The set designs and the mechas are pretty well-drawn; the actual human characters a bit less so, being pretty much bog standard in 80s anime terms. The animation is decent and the action sequences are fairly well-paced – which you would expect from an OVA like this. The classical Greek and the ancient Ægyptian influences on the architecture of Olympus (the latter likely by way of Blade Runner) are particularly notable, and there is, at least æsthetically, a nice juxtaposition of utopian high modernism with the neon-and-rubble patterns of urban decay and destruction. It’s always fun seeing a futurist vision with big, bulky, square electronic motifs – for example, the videophones that the characters all use. The soundtrack is another thing that reminded me of Mathnet, in particular the synthesizer- and saxophone-heavy easy-listening parts of the score.
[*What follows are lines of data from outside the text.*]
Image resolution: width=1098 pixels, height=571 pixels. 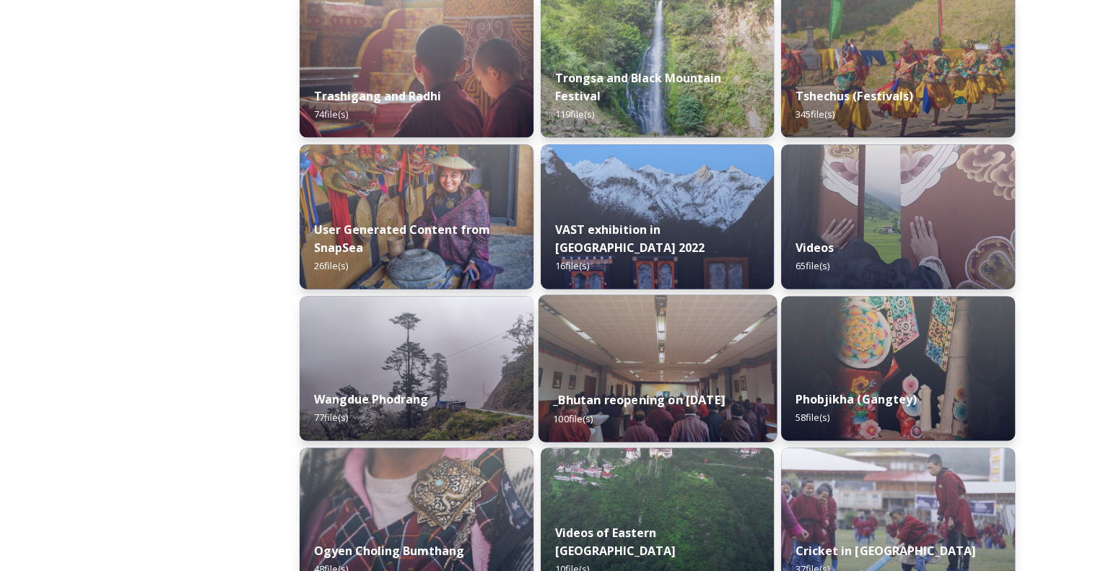 I want to click on strong: Tshechus (Festivals), so click(x=854, y=96).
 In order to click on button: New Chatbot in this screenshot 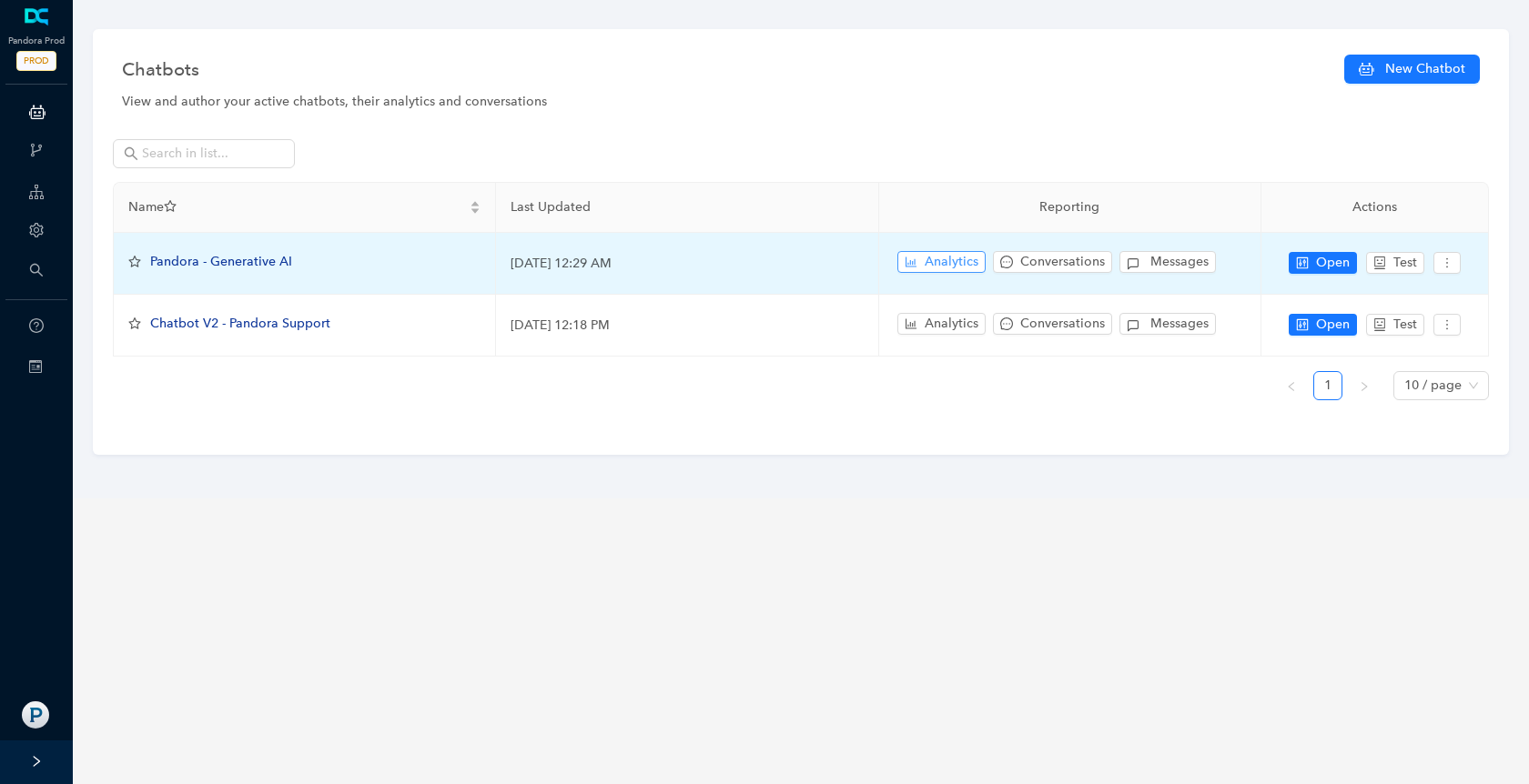, I will do `click(1411, 70)`.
You also have your 80s J-rock / hard-rock segments as well for the action scenes, which adds to the charm.
One of the fun things about the OVA – at least for me, because I’ve got that ironic streak – is the prominence of what appears to be completely unironic Engrish. A suspect in police records will have a ‘Piace of Birth’, but a ‘Past as Indistinct’. Deunan’s and Briareos’s retro convertible (because how else are you going to visit a drive-in fast-food joint?) has a big brand logo on the back of ‘STOP’ and a ’23 ARMYS’ window sticker. Off-duty cops from the ‘Olumpus’ Police Department hang out at the ‘Onimal Coffee House’, until they have to scramble for the ‘RED ALART’. Such little things are enough to bring a smile to my face, I must admit.
Long story short: if your expectations aren’t too high, and if you approach it as you would a brainless action flick or a mid-budget Hong Kong cop drama, you’ll likely find the Appleseed OVA enjoyable enough. It’s got enough of Shirow Masamune’s design touch, at least in the non-human characters and mechas and set pieces, to carry a bit of the original’s charm. But if you’re looking for a faithful adaptation of the manga… well, this ain’t it, and neither is the 2004 remake. The cover is pretty badass, though.